__Exercise directions__: One number is the whole answer: how many lines of the material hold "image".

__Provided records__:
-- Opening Marker --

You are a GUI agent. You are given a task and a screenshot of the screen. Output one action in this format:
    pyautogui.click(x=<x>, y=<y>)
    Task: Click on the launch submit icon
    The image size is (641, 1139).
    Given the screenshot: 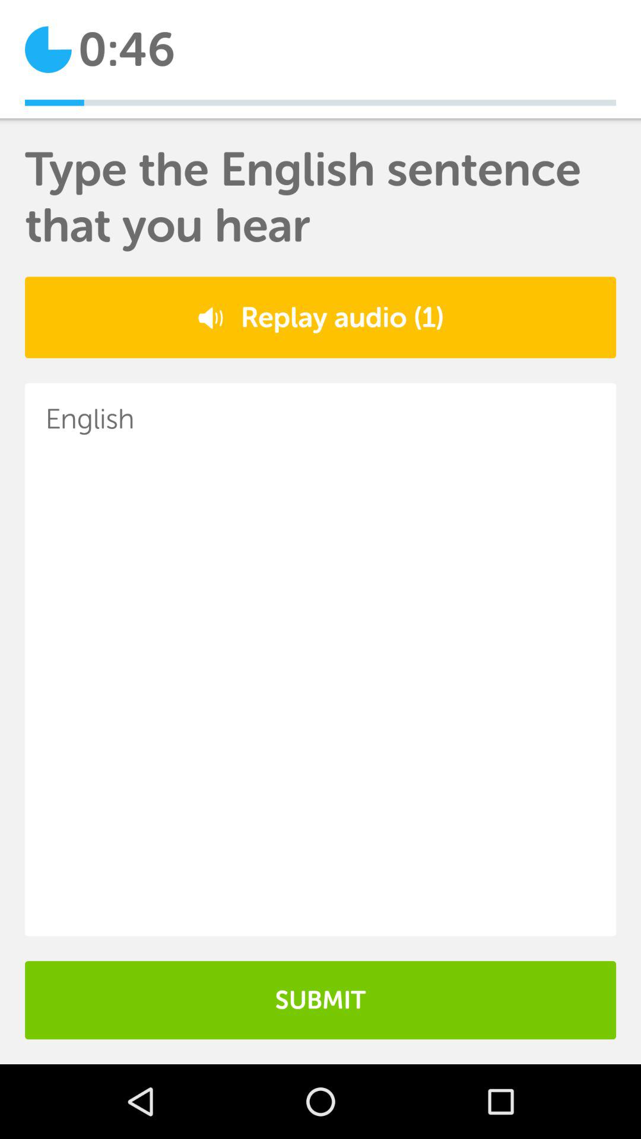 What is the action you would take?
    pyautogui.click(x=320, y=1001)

-- Closing Marker --
-- Opening Marker --

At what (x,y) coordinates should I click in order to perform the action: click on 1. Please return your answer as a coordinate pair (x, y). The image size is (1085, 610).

-- Closing Marker --

__Solution to the problem__: 2